Shana Falana is a Kingston, NY-based, experimental, shoegaze/dream pop artist, who has been praised by several publications for a live set that combines live looping of reverb-drenched vocals, pre-recorded backing tracks, shimmering guitar and drums and she pairs with mood-setting visual projections. 

Over the past few years, Falana has released her debut solo EP, In The Light in 2011, two Bandcamp-only lo-fi-based releases, Channel and Velvet Pop, and a cassette-only release of her earliest work, Shana Sings Herself To Sleep, which helped raise over $10,000 for her European tour. And she’s been known to record new song ideas on her phone and put them on Soundcloud for her fans. But this Spring will mark the long-anticpiated release of her debut full-length effort, Set Your Lightning Free. Fallen has described the songwriting and recording process behind the album as a deliberate effort to break her own self-professed rules, “I’ve always kept the different sides of my music separate. The ambient ballads, the fuzzed out stuff, they all needed to exist as their own statements,” Falana explains in the press notes. “I would have two or three bands at one time: a sludge rock band; a Bulgarian women’s choir; a pretty, dreamy organ and guitar duo. This is the first record where I’ve combined all of that, sometimes in the course of one song.”

Instead of spending several months in the studio, laboring and fussing over arrangements and takes, Falana along with drummer and collaborator Mike Amari, and producer Dan Goodwin, who has worked with Devo and Kaki King recorded the album in a week with the informal working mantra (and I’m paraphrasing here) of first idea, best idea and don’t look back. And on the forthcoming album’s first single "Heavenstay,” Falana and Amari’s working mantra gives the song a raw, urgency that belies the material’s dreamy and gauzy feel of the material. 

Interestingly, the song which is comprised of shimmering guitars and tribal-like drumming paired with Falana’s ethereal vocals bears a resemblance to both My Gold Mask’s Leave Me Midnight and atmospheric 80s New Wave – in particular SIouxsie and the Banshees, Echo and the Bunnymen and others come to mind.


**EXERCISE AIM**
Could you copy every line in the listing below that has the word "arrowhead"?

*** Opening INPUT RECORDS ***

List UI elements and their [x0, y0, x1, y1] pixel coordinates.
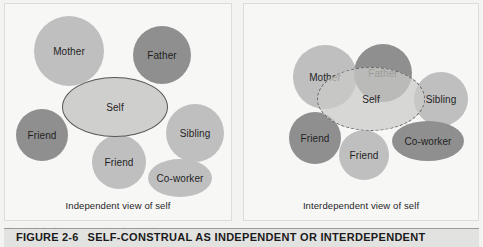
- node-friend-bottom[interactable]: Friend: [339, 130, 389, 180]
- node-mother[interactable]: Mother: [34, 16, 104, 86]
- diagram-independent: Mother Father Friend Sibling Friend Co-w…: [5, 4, 231, 196]
- node-co-worker[interactable]: Co-worker: [148, 159, 212, 197]
- caption-independent: Independent view of self: [5, 200, 231, 211]
- figure-number: FIGURE 2-6: [16, 229, 79, 246]
- panel-independent-view: Mother Father Friend Sibling Friend Co-w…: [4, 3, 232, 221]
- caption-interdependent: Interdependent view of self: [244, 200, 478, 211]
- node-self[interactable]: Self: [62, 77, 168, 137]
- panel-interdependent-view: Mother Father Sibling Friend Friend Co-w…: [243, 3, 479, 221]
- node-self[interactable]: Self: [317, 67, 425, 131]
- node-friend-bottom[interactable]: Friend: [92, 135, 146, 189]
- node-co-worker[interactable]: Co-worker: [392, 121, 464, 161]
- node-friend-left[interactable]: Friend: [16, 109, 68, 161]
- figure-caption-bar: FIGURE 2-6 SELF-CONSTRUAL AS INDEPENDENT…: [4, 228, 479, 247]
- diagram-interdependent: Mother Father Sibling Friend Friend Co-w…: [244, 4, 478, 196]
- figure-title: SELF-CONSTRUAL AS INDEPENDENT OR INTERDE…: [88, 229, 426, 246]
- figure-self-construal: Mother Father Friend Sibling Friend Co-w…: [0, 0, 483, 247]
- node-sibling[interactable]: Sibling: [166, 104, 224, 162]
- node-father[interactable]: Father: [133, 26, 191, 84]
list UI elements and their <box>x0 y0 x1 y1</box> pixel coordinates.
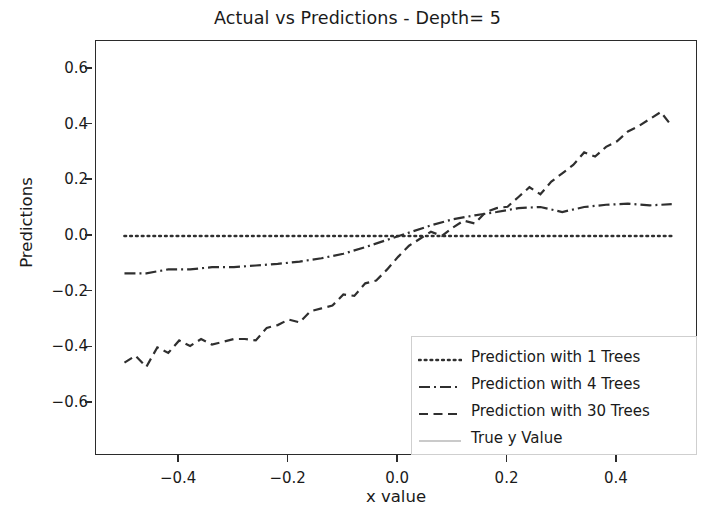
legend-swatch <box>418 351 462 363</box>
x-tick-mark <box>506 455 508 462</box>
chart-title: Actual vs Predictions - Depth= 5 <box>0 8 715 28</box>
chart-figure: Actual vs Predictions - Depth= 5 Predict… <box>0 0 715 522</box>
x-tick-mark <box>177 455 179 462</box>
x-axis-ticklabels: −0.4−0.20.00.20.4 <box>95 462 697 484</box>
legend-item: Prediction with 30 Trees <box>418 397 688 424</box>
y-tick-label: −0.2 <box>34 282 88 300</box>
y-axis-ticklabels: 0.60.40.20.0−0.2−0.4−0.6 <box>26 40 88 455</box>
legend-swatch <box>418 432 462 444</box>
legend-label: Prediction with 1 Trees <box>471 348 640 366</box>
legend-item: True y Value <box>418 424 688 451</box>
legend-swatch <box>418 378 462 390</box>
y-tick-mark <box>85 123 92 125</box>
y-tick-mark <box>85 401 92 403</box>
series-line <box>124 112 671 367</box>
x-tick-label: 0.0 <box>362 469 432 487</box>
y-tick-mark <box>85 178 92 180</box>
legend-label: Prediction with 4 Trees <box>471 375 640 393</box>
x-tick-mark <box>615 455 617 462</box>
y-tick-mark <box>85 290 92 292</box>
x-tick-mark <box>287 455 289 462</box>
x-tick-label: −0.2 <box>253 469 323 487</box>
y-tick-label: 0.6 <box>34 59 88 77</box>
y-tick-label: 0.2 <box>34 170 88 188</box>
chart-legend: Prediction with 1 TreesPrediction with 4… <box>411 336 697 455</box>
x-tick-label: 0.4 <box>581 469 651 487</box>
series-line <box>124 204 671 274</box>
y-tick-label: −0.6 <box>34 393 88 411</box>
y-tick-mark <box>85 67 92 69</box>
legend-label: True y Value <box>471 429 562 447</box>
x-tick-label: 0.2 <box>472 469 542 487</box>
x-tick-label: −0.4 <box>143 469 213 487</box>
legend-swatch <box>418 405 462 417</box>
y-tick-label: 0.4 <box>34 115 88 133</box>
legend-item: Prediction with 1 Trees <box>418 343 688 370</box>
y-tick-label: −0.4 <box>34 337 88 355</box>
y-tick-mark <box>85 346 92 348</box>
y-tick-label: 0.0 <box>34 226 88 244</box>
x-tick-mark <box>396 455 398 462</box>
legend-label: Prediction with 30 Trees <box>471 402 650 420</box>
y-tick-mark <box>85 234 92 236</box>
legend-item: Prediction with 4 Trees <box>418 370 688 397</box>
x-axis-label: x value <box>95 487 697 506</box>
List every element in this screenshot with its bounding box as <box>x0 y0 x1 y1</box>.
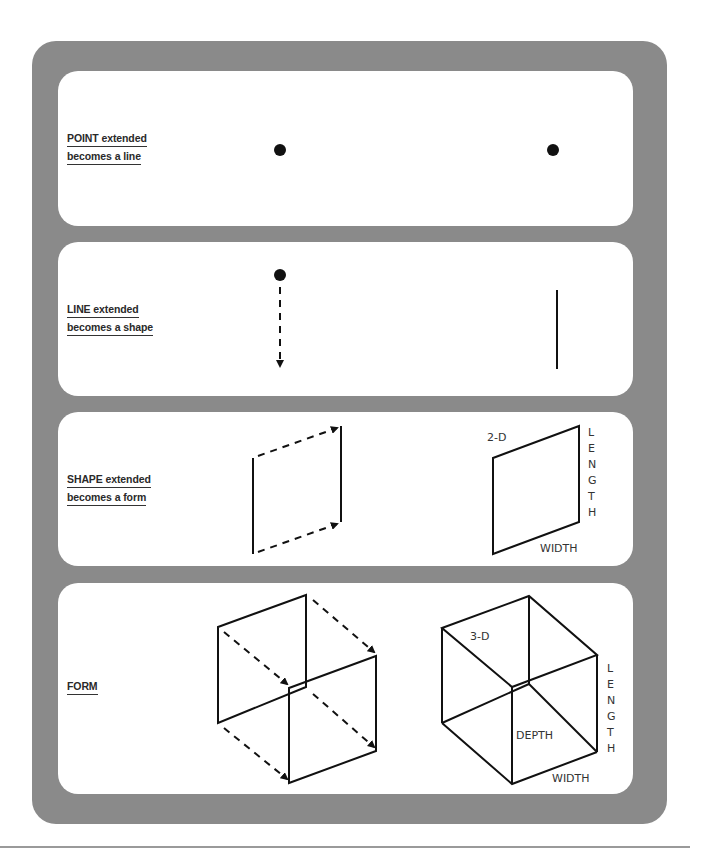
shape-caption: SHAPE extended becomes a form <box>67 472 151 508</box>
form-caption: FORM <box>67 679 98 697</box>
panel-line: LINE extended becomes a shape <box>58 242 633 396</box>
panel-shape: SHAPE extended becomes a form <box>58 412 633 566</box>
point-caption: POINT extended becomes a line <box>67 131 147 167</box>
point-caption-line1: POINT extended <box>67 131 147 147</box>
panel-point: POINT extended becomes a line <box>58 71 633 226</box>
shape-caption-line1: SHAPE extended <box>67 472 151 488</box>
line-caption-line1: LINE extended <box>67 302 139 318</box>
point-caption-line2: becomes a line <box>67 149 141 165</box>
panel-form: FORM <box>58 583 633 794</box>
form-caption-line1: FORM <box>67 679 98 695</box>
line-caption-line2: becomes a shape <box>67 320 153 336</box>
page-divider <box>0 846 690 848</box>
line-caption: LINE extended becomes a shape <box>67 302 153 338</box>
shape-caption-line2: becomes a form <box>67 490 146 506</box>
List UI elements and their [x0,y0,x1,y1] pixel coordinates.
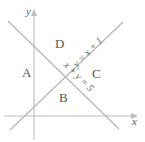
region-label-d: D [55,37,64,50]
region-label-b: B [59,91,68,104]
x-axis-label: x [132,116,137,127]
up-arrow-icon [31,9,37,16]
region-label-c: C [92,67,101,80]
region-label-a: A [22,66,31,79]
y-axis-label: y [26,6,31,17]
coordinate-plane-figure: y x y = x + 1 x + y = 5 A B C D [0,0,145,142]
y-axis [31,9,37,140]
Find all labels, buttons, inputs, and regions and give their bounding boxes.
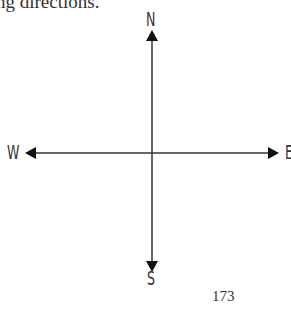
west-label: W <box>7 142 19 162</box>
south-label: S <box>147 268 155 288</box>
page-number: 173 <box>212 288 235 305</box>
north-arrowhead-icon <box>146 30 158 41</box>
east-arrowhead-icon <box>268 147 279 159</box>
north-label: N <box>146 9 155 29</box>
west-arrowhead-icon <box>25 147 36 159</box>
compass-diagram <box>0 0 291 315</box>
east-label: E <box>285 142 291 162</box>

*** Closing INPUT RECORDS ***

**RESPONSE FOR THIS EXERCISE**
north-arrowhead-icon <box>146 30 158 41</box>
east-arrowhead-icon <box>268 147 279 159</box>
west-arrowhead-icon <box>25 147 36 159</box>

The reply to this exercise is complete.